The next day Mrs. Harrowby did call on Mr. Dundas, and, finding that gentleman at home, succeeded in speaking her mind. She conveyed her ultimatum as a corporate not individual resolution, speaking in the name of the "ladies of the place," which she was scarcely entitled to do.
Mr. Dundas declined to satisfy her. Indeed, it would have been difficult for him to have done so, seeing that he knew no more of Madame de Montfort, his intended wife, than what they all knew; which was substantially nothing, unless her fancy autobiography could be called something. He spoke, however, as if he had her private memoirs and all the branches, roots and hole of the family tree in his pocket; and he spoke loftily, with the intimation that she was superior; to all at North Aston, Mrs. Harrowby herself included.
This interview, with its demand unsatisfied and its assertions unproved, sent the coolness already existing between the Hill and Andalusia Cottage down to freezing-point; and the worst of it was that Mrs. Harrowby did not find backers. The neighborhood did not take up the cause as she expected it would. It halted midway and faced both sides, in the manner so dear to English respectability--less cordial to Mr. Dundas and madame than it would have been had Mrs. Harrowby been friendly, but unwilling to follow her to the bitter end. As they said to each other, it was all very well for Mrs. Harrowby to be so severe on the marriage, because she was angry and disappointed--and an angry and disappointed mother is ever unreasonable--but they who had no daughters to marry, really they did not see why they should persecute that poor madame who was such pleasant company, and had behaved herself with so much propriety since she came. And if Sebastian Dundas was going to make a second mistake, that was his lookout, and would be his punishment.

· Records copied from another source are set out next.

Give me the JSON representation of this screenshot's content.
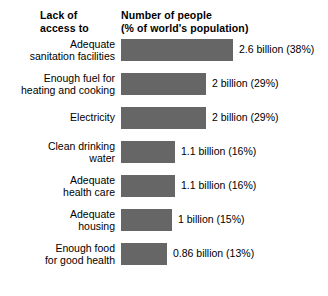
{
  "header": {
    "left_title": "Lack of\naccess to",
    "right_title": "Number of people\n(% of world's population)"
  },
  "style": {
    "bar_color": "#666666",
    "text_color": "#000000",
    "background": "#ffffff"
  },
  "chart_data": {
    "type": "bar",
    "orientation": "horizontal",
    "title": "Number of people (% of world's population)",
    "category_axis_title": "Lack of access to",
    "xlabel": "",
    "ylabel": "",
    "grid": false,
    "legend": false,
    "axis_visible": false,
    "units": "billions of people",
    "xlim": [
      0,
      2.6
    ],
    "categories": [
      "Adequate\nsanitation facilities",
      "Enough fuel for\nheating and cooking",
      "Electricity",
      "Clean drinking\nwater",
      "Adequate\nhealth care",
      "Adequate\nhousing",
      "Enough food\nfor good health"
    ],
    "values": [
      2.6,
      2,
      2,
      1.1,
      1.1,
      1,
      0.86
    ],
    "percents": [
      38,
      29,
      29,
      16,
      16,
      15,
      13
    ],
    "data_labels": [
      "2.6 billion (38%)",
      "2 billion (29%)",
      "2 billion (29%)",
      "1.1 billion (16%)",
      "1.1 billion (16%)",
      "1 billion (15%)",
      "0.86 billion (13%)"
    ],
    "bar_pixel_widths": [
      112,
      85,
      85,
      54,
      54,
      51,
      46
    ],
    "label_line_counts": [
      2,
      2,
      1,
      2,
      2,
      2,
      2
    ]
  }
}
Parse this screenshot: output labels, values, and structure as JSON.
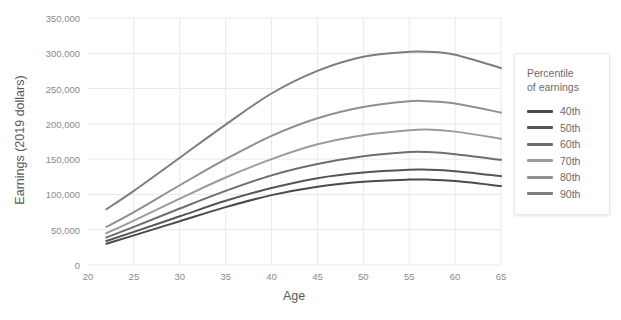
{
  "chart_data": {
    "type": "line",
    "title": "",
    "xlabel": "Age",
    "ylabel": "Earnings (2019 dollars)",
    "xlim": [
      20,
      65
    ],
    "ylim": [
      0,
      350000
    ],
    "xticks": [
      "20",
      "25",
      "30",
      "35",
      "40",
      "45",
      "50",
      "55",
      "60",
      "65"
    ],
    "yticks": [
      "0",
      "50,000",
      "100,000",
      "150,000",
      "200,000",
      "250,000",
      "300,000",
      "350,000"
    ],
    "grid": true,
    "legend_position": "right",
    "legend_title": "Percentile\nof earnings",
    "x": [
      22,
      25,
      30,
      35,
      40,
      45,
      50,
      55,
      57,
      60,
      65
    ],
    "series": [
      {
        "name": "40th",
        "color": "#4a4a4a",
        "values": [
          30000,
          42000,
          62000,
          82000,
          99000,
          111000,
          118000,
          121000,
          121000,
          119000,
          112000
        ]
      },
      {
        "name": "50th",
        "color": "#555555",
        "values": [
          34000,
          47000,
          69000,
          91000,
          109000,
          123000,
          131000,
          135000,
          135000,
          133000,
          126000
        ]
      },
      {
        "name": "60th",
        "color": "#6e6e6e",
        "values": [
          39000,
          54000,
          80000,
          105000,
          127000,
          143000,
          154000,
          160000,
          160000,
          157000,
          149000
        ]
      },
      {
        "name": "70th",
        "color": "#9b9b9b",
        "values": [
          45000,
          63000,
          94000,
          124000,
          150000,
          171000,
          184000,
          191000,
          192000,
          189000,
          179000
        ]
      },
      {
        "name": "80th",
        "color": "#8f8f8f",
        "values": [
          54000,
          75000,
          113000,
          150000,
          183000,
          208000,
          224000,
          232000,
          232000,
          229000,
          216000
        ]
      },
      {
        "name": "90th",
        "color": "#7d7d7d",
        "values": [
          79000,
          105000,
          152000,
          199000,
          243000,
          275000,
          295000,
          302000,
          302000,
          298000,
          279000
        ]
      }
    ]
  },
  "legend": {
    "title": "Percentile of earnings",
    "title_line1": "Percentile",
    "title_line2": "of earnings",
    "items": [
      {
        "label": "40th",
        "color": "#4a4a4a"
      },
      {
        "label": "50th",
        "color": "#555555"
      },
      {
        "label": "60th",
        "color": "#6e6e6e"
      },
      {
        "label": "70th",
        "color": "#9b9b9b"
      },
      {
        "label": "80th",
        "color": "#8f8f8f"
      },
      {
        "label": "90th",
        "color": "#7d7d7d"
      }
    ]
  },
  "axes": {
    "x_title": "Age",
    "y_title": "Earnings (2019 dollars)",
    "x_tick_labels": [
      "20",
      "25",
      "30",
      "35",
      "40",
      "45",
      "50",
      "55",
      "60",
      "65"
    ],
    "y_tick_labels": [
      "0",
      "50,000",
      "100,000",
      "150,000",
      "200,000",
      "250,000",
      "300,000",
      "350,000"
    ]
  },
  "colors": {
    "background": "#ffffff",
    "grid": "#e9e9e9",
    "axis_text": "#8a8a8a",
    "axis_title": "#595959",
    "legend_border": "#e8e8e8"
  }
}
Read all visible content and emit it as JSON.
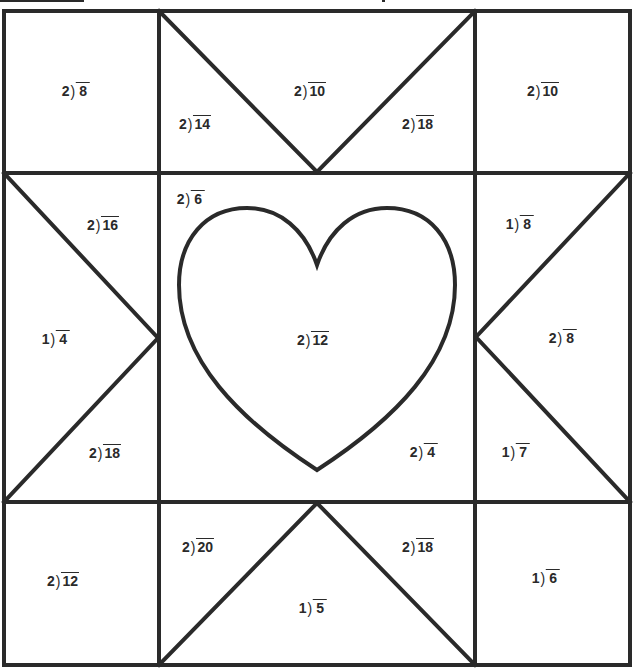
{
  "worksheet": {
    "type": "division quilt coloring worksheet",
    "line_color": "#2a2a2a",
    "background": "#ffffff",
    "cells": [
      {
        "id": "top-left-square",
        "divisor": "2",
        "dividend": "8",
        "x": 76,
        "y": 90
      },
      {
        "id": "top-middle-left-triangle",
        "divisor": "2",
        "dividend": "14",
        "x": 195,
        "y": 123
      },
      {
        "id": "top-middle-top-triangle",
        "divisor": "2",
        "dividend": "10",
        "x": 310,
        "y": 90
      },
      {
        "id": "top-middle-right-triangle",
        "divisor": "2",
        "dividend": "18",
        "x": 418,
        "y": 123
      },
      {
        "id": "top-right-square",
        "divisor": "2",
        "dividend": "10",
        "x": 543,
        "y": 90
      },
      {
        "id": "middle-left-top-triangle",
        "divisor": "2",
        "dividend": "16",
        "x": 103,
        "y": 224
      },
      {
        "id": "middle-left-left-triangle",
        "divisor": "1",
        "dividend": "4",
        "x": 56,
        "y": 338
      },
      {
        "id": "middle-left-bottom-triangle",
        "divisor": "2",
        "dividend": "18",
        "x": 105,
        "y": 452
      },
      {
        "id": "center-corner-top-left",
        "divisor": "2",
        "dividend": "6",
        "x": 191,
        "y": 198
      },
      {
        "id": "center-heart",
        "divisor": "2",
        "dividend": "12",
        "x": 313,
        "y": 339
      },
      {
        "id": "center-corner-bottom-right",
        "divisor": "2",
        "dividend": "4",
        "x": 424,
        "y": 451
      },
      {
        "id": "middle-right-top-triangle",
        "divisor": "1",
        "dividend": "8",
        "x": 520,
        "y": 223
      },
      {
        "id": "middle-right-right-triangle",
        "divisor": "2",
        "dividend": "8",
        "x": 563,
        "y": 337
      },
      {
        "id": "middle-right-bottom-triangle",
        "divisor": "1",
        "dividend": "7",
        "x": 516,
        "y": 451
      },
      {
        "id": "bottom-left-square",
        "divisor": "2",
        "dividend": "12",
        "x": 63,
        "y": 580
      },
      {
        "id": "bottom-middle-left-triangle",
        "divisor": "2",
        "dividend": "20",
        "x": 198,
        "y": 546
      },
      {
        "id": "bottom-middle-bottom-triangle",
        "divisor": "1",
        "dividend": "5",
        "x": 313,
        "y": 607
      },
      {
        "id": "bottom-middle-right-triangle",
        "divisor": "2",
        "dividend": "18",
        "x": 418,
        "y": 546
      },
      {
        "id": "bottom-right-square",
        "divisor": "1",
        "dividend": "6",
        "x": 546,
        "y": 577
      }
    ]
  }
}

On the whole, the neighborhood when polled was decidedly more friendly than hostile. The Corfields and Fairbairns were, as they had always been, neutrals of a genial tint, more for than against; Mr. and Mrs. Birkett were warm partisans; and only Adelaide joined hands with the Hill and said that Mrs. Harrowby was justified in her renunciation and that madame was a wretch. And for the first time in her life the rector's daughter spoke compassionately of Leam and humanely of Pepita, saying of the one how much she pitied her, having such a woman for a stepmother; of the other, that, horrible as she was, at least they knew the worst of her, which was more than they could say of madame.
She made her father very angry when she said these things, but she repeated them, nevertheless; and she knew that he dared not scold her too severely before the world for fear of that little something called conscience, and knowledge of the reason why he believed in Madame de Montfort so implicitly.